German Holocaust denier Ursula Haverbeck, known as the "Nazi grandma", went on trial again on Friday in the German city of Hamburg for incitement to hatred, Deutsche Welle reported.
Haverbeck, 95, has repeatedly asserted that the Auschwitz death camp was just a work camp. She has been convicted several times but long avoided prison due to lengthy appeals. Germany's highest court threw out her case against the Verden conviction in August of 2018.
She has previously been imposed several fines and served at least 30 months for similar crimes.
In 2022, a Berlin court sentenced Haverbeck to 12 months in prison for denying that Jews were systematically murdered during the Holocaust. The prison sentence for that conviction has not yet begun.
The current case concerns statements made by Haverbeck in April 2015 on the sidelines of a trial against the later convicted SS member Oskar Gröning at the Lüneburg District Court and in a television interview.
According to prosecutors, she told journalists that Auschwitz was not an extermination camp but a labor camp. In a television interview with the NDR "Panorama" program, she also denied that mass extermination had taken place there.
The judge asked where the defendant stood today with regard to her previous statements. Haverbeck then repeated one of the statements, according to DW.
The trial is scheduled to continue on June 12 and June 26.
German law makes it illegal to deny the genocide committed by Adolf Hitler’s regime, which in the Auschwitz-Birkenau camp in occupied Poland alone claimed some 1.1 million lives, mostly of European Jews.
Holocaust denial and other forms of incitement to hatred against segments of the population carry up to five years in prison in Germany, while the use of Nazi symbols such as swastikas is also banned.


#### [Problem statement]
When the word "diagram" appears in a line of the data below, list that line.
---*---
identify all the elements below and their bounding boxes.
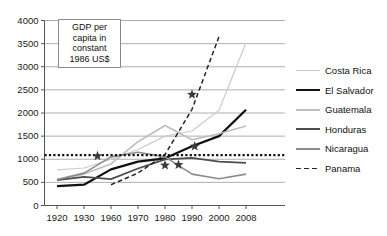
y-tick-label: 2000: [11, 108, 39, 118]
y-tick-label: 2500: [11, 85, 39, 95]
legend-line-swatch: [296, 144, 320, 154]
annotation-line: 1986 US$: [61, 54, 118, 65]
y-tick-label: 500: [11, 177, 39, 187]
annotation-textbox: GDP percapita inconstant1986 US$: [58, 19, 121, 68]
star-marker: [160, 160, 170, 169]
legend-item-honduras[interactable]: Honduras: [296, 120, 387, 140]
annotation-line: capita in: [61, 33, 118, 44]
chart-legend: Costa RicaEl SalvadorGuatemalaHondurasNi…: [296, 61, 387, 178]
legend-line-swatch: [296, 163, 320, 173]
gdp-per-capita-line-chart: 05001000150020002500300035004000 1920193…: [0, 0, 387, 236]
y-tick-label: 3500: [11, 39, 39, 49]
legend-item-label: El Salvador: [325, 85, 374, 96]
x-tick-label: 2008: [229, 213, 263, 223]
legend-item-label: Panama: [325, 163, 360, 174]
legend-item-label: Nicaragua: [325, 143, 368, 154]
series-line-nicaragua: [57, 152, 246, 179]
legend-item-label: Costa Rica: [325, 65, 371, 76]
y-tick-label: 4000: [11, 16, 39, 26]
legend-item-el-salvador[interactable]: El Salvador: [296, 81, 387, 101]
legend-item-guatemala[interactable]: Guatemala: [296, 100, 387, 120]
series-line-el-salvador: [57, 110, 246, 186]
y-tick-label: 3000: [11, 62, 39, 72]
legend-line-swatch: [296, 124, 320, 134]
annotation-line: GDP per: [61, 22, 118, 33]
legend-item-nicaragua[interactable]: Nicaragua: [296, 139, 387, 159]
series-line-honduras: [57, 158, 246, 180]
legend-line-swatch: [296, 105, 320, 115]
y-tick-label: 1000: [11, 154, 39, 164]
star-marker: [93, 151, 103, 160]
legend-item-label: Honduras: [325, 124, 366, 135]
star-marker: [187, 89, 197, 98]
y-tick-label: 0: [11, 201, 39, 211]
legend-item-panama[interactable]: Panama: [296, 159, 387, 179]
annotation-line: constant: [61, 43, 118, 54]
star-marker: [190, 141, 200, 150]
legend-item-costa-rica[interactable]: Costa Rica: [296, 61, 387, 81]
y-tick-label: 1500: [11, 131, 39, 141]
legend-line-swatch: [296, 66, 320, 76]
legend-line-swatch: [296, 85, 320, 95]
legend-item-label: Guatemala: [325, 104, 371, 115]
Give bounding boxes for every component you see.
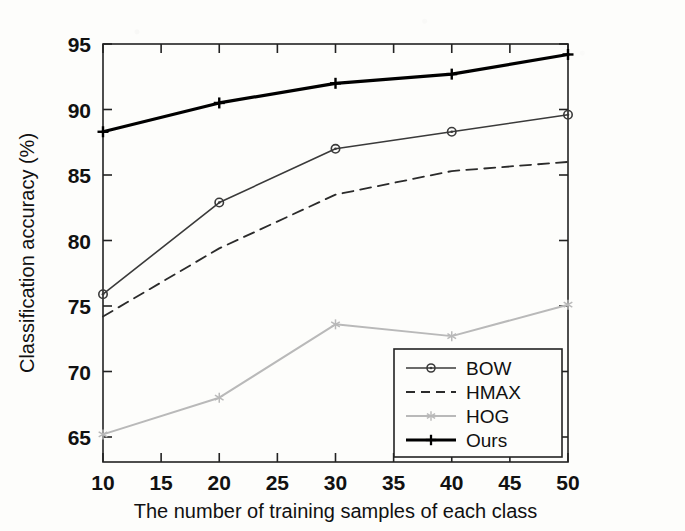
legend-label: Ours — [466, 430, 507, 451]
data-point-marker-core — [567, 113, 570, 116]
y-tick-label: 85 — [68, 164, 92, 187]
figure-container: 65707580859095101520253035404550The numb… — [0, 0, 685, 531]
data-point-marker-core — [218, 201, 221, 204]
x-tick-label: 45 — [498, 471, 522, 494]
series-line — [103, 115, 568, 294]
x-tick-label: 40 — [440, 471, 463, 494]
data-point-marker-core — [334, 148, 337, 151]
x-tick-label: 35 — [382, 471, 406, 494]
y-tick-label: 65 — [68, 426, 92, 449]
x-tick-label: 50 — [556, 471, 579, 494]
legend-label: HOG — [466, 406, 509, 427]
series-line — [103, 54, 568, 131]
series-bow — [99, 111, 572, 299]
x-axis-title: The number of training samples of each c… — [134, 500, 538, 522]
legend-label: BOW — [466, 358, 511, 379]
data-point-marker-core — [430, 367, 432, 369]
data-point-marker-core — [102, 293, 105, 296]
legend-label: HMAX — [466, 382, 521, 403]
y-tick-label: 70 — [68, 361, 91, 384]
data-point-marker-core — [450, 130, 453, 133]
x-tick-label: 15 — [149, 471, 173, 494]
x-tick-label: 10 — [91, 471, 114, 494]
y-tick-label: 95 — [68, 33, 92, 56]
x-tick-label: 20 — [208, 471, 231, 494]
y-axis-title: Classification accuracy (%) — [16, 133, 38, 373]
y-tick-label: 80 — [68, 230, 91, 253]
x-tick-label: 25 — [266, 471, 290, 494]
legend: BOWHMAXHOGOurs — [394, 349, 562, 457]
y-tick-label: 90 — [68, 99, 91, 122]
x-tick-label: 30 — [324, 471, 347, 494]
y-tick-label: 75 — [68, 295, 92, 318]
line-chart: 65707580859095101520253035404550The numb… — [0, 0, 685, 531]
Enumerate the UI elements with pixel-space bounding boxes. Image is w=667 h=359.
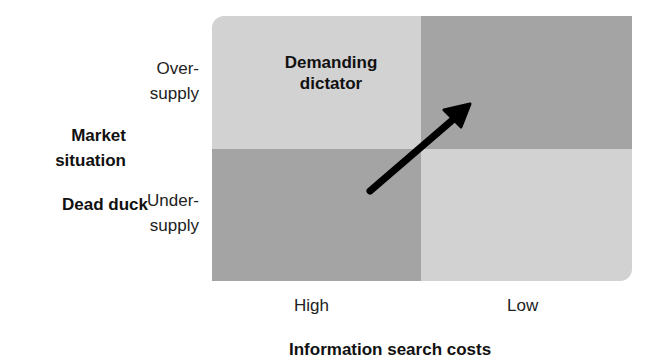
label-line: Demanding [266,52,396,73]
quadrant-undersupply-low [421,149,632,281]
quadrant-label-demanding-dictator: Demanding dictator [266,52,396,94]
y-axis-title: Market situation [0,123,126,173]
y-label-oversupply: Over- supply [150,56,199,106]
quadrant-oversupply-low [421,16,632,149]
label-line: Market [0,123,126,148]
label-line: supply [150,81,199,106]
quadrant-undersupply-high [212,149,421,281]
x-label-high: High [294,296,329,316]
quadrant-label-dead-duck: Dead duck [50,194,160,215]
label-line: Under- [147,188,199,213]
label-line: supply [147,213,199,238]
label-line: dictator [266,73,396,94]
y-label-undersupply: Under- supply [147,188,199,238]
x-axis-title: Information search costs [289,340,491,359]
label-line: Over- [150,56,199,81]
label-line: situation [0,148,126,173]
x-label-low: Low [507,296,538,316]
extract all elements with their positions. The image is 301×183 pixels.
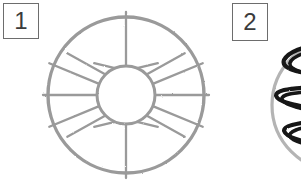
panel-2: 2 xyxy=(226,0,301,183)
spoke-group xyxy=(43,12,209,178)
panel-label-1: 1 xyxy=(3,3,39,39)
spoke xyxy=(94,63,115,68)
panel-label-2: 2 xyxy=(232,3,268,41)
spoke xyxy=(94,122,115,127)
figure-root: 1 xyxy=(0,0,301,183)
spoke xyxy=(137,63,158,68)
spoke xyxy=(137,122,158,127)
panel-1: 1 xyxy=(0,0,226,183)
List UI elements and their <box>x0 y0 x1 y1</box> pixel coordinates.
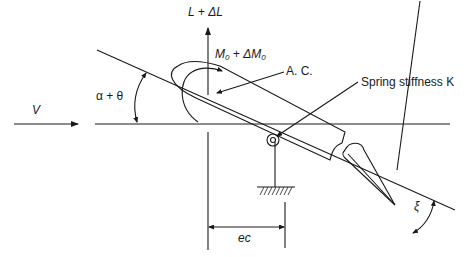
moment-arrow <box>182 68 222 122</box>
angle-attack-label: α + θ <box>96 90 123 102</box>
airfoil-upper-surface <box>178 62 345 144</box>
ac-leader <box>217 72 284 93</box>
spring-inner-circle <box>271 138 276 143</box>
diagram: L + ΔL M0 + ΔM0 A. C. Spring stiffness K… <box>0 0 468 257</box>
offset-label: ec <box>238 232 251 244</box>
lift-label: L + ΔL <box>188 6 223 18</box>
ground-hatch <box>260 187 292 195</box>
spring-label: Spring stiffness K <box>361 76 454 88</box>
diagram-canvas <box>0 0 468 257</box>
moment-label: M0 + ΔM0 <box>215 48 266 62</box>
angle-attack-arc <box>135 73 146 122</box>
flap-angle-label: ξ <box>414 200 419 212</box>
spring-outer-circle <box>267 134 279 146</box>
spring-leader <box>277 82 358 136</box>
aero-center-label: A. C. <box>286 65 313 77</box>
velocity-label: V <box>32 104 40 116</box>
---*---
#### [Response to the task]
diagram: L + ΔL M0 + ΔM0 A. C. Spring stiffness K… <box>0 0 468 257</box>
diagram-canvas <box>0 0 468 257</box>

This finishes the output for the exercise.